The film fest posits that Los Reyes will “delight dog- and doc-lovers alike” and while that may be the case for some, I’d guess that it won’t be for everyone. Largely silent, the film only occasionally picks up snippets of conversation from the nearby youth who seem to always have a domestic situation or a drug deal going down. The dogs remain uninterested. Two years into filming, the dogs are also surprisingly comfortable with the cameras, allowing for extremely up close and personal explorations of their bodies and the other inhabitants of their fur. It is not always pleasant viewing, especially because the lives of stray street dogs are probably not exceptionally long. I love dogs, but I love them to have homes and be cared for, and for me, this movie never shed its inherent melancholy.

TIFF19: My Zoe

If you love Julie Delpy, as I do, you probably love her talky scripts, her hyper-verbal, over-analytical characters who leave no thought unspoken. She has a knack for combining drama and comedy and elevating both with intelligent commentary. My Zoe is quite a departure. Which isn’t to say that it’s not smart or insightful. But it is very, very different.

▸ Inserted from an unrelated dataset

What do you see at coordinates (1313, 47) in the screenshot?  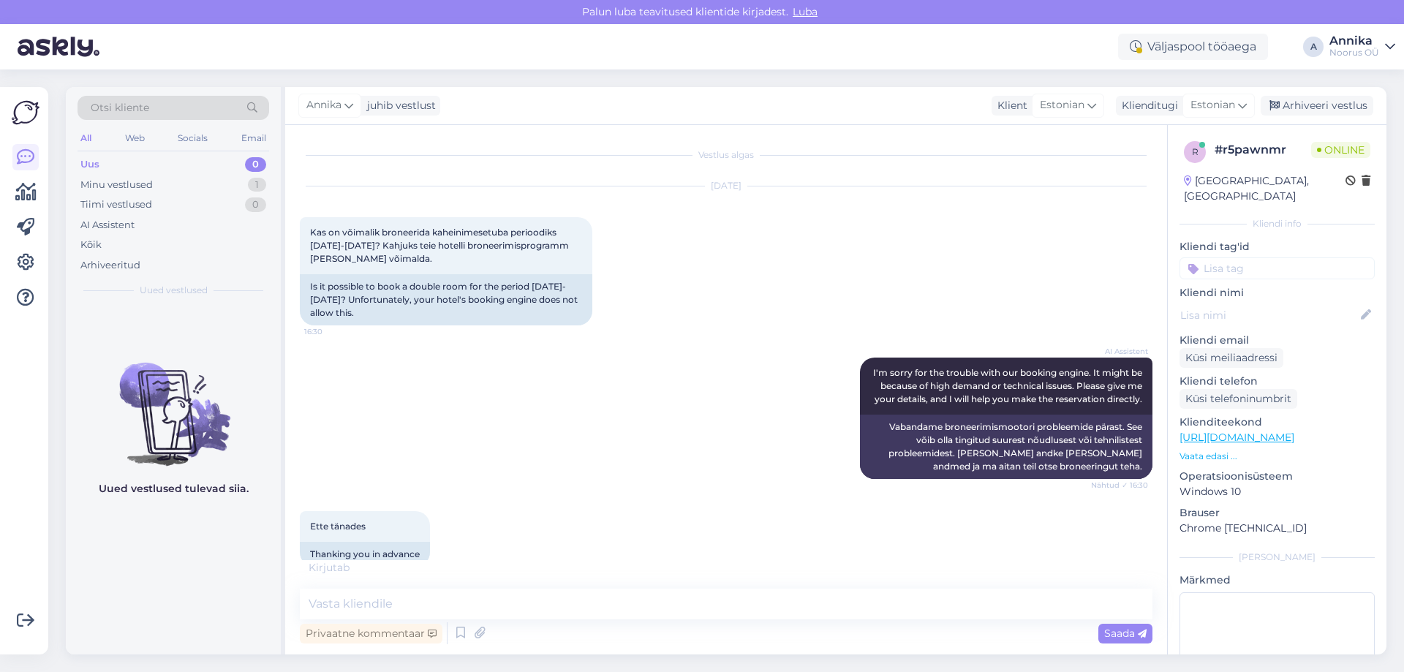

Isabelle (Delpy), loving mother to Zoe (Sophia Ally) is going through a divorce from her husband, James (Richard Armitage). Their daughter’s custody is their battleground. They both love and want her desperately, but they might also have the need to hurt and wound each other however they can. It hasn’t been easy. Zoe is a sweet little girl who is too young to understand the animosity. When James notices a bruise on Zoe’s arm, he is not un-accusing of Isabelle. When Isabelle hears Zoe sneeze, she is not un-accusing of James. They are suspicious of each other’s parenting, determined to be the Best and Most Devoted One. I wish I could say that all dissolves when it turns out Zoe is gravely ill.

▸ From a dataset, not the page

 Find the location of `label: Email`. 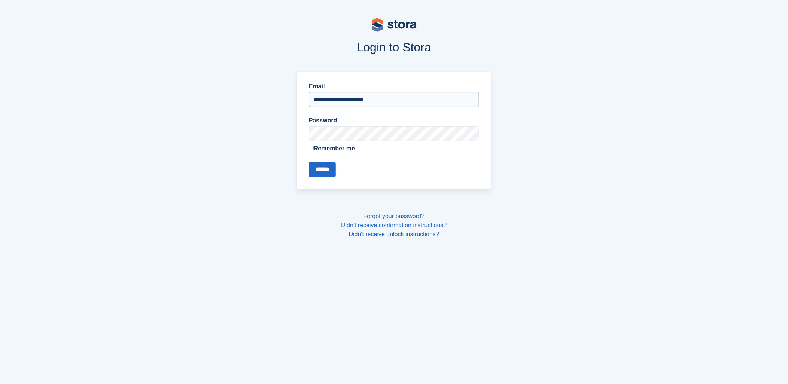

label: Email is located at coordinates (394, 86).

A mystery illness strikes quickly, and severely, and the waiting room where the two parents wait is a literal tiny glass box where their tension just bounces off the walls and back into their bodies, ratcheting up the hostility with each allegation lobbed. Is it love gone sour that has them at each other’s throats, or just fear and frustration? Truly, to be the parent of a sick child is the most helpless one can feel. It’s no wonder they seek their scapegoats. Up until this point, the movie is riveting: emotional and raw, full of anger and spite. But then it makes a u-turn.

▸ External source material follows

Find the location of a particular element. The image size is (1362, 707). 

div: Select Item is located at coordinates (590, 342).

The next half is so materially different that you might wonder if you’d fallen asleep and woken up during an entirely different movie. It’s still Julie Delpy, still playing a devoted mother, obsessed, even. But everything else has changed: the characters, her surroundings, and most of all: the tone. It’s disorienting trying to get your bearings in this new reality.

Delpy is of course quite good – sometimes astonishing, sometimes vehement, often dangerous and despairing. Her performance is a wail heard by mothers everywhere. But it also reaches beyond the normal, natural borders of motherhood and asks: what else? The answers are not necessarily comfortable.